As I mentioned in the post about my backup system, I run restic check
regularly, to test the integrity of my backup. It has never reported any error
in my repository. It performs a quick, shallow check, and does not verify that
all the data is intact. I also restore a random file, whenever I run restic check
, to test recoverability.
Shortly after I wrote the previous post, I decided to run restic check --read-data
for the first time ever. This reads every file in the repository
and simulates a full restore. To my utter horror, it reported many errors like
these!
Pack ID does not match, want 5e66c2ac, got e80051de
pack d64be86d contains 1 errors: [Blob ID does not match, want 8ebf2c10, got 350f6ba1]
Computing devices and online services can fail catastrophically and take our data with them. It is crucial that we have a robust system to backup and restore our data, to protect against such events. This post details what I wanted from the backup system for my personal data and the tools I use to achieve them. This system has served me well over the last 5 years, across fat-fingerings and disk failures.
At a previous job, we had several instances of Ruby on Rails applications connecting to PostgreSQL through PgBouncer. The services and databases were deployed on bare-metal servers and chugged along fine. We then decided to migrate to AWS. Upon migration, we noticed that PgBouncer started leaking connections to PostgreSQL like a sieve, leading to exhaustion of the maximum number of connections configured in RDS.
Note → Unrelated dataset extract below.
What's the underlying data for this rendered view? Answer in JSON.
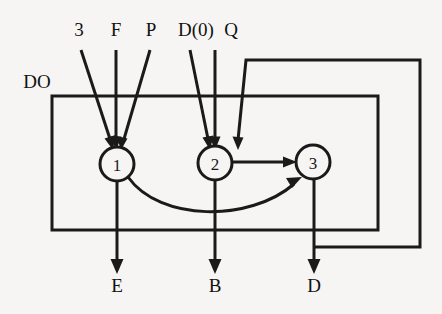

Vim offers many ways to use the command-line tools available on your system when editing. You can:
This is third in the series of posts describing how I use GnuCash to manage my finances. In previous posts, I had discussed how I organize my accounts, record transactions and handle taxation in GnuCash. In this post I’ll show how GnuCash can be configured to fetch the current NAV of mutual funds from the Internet.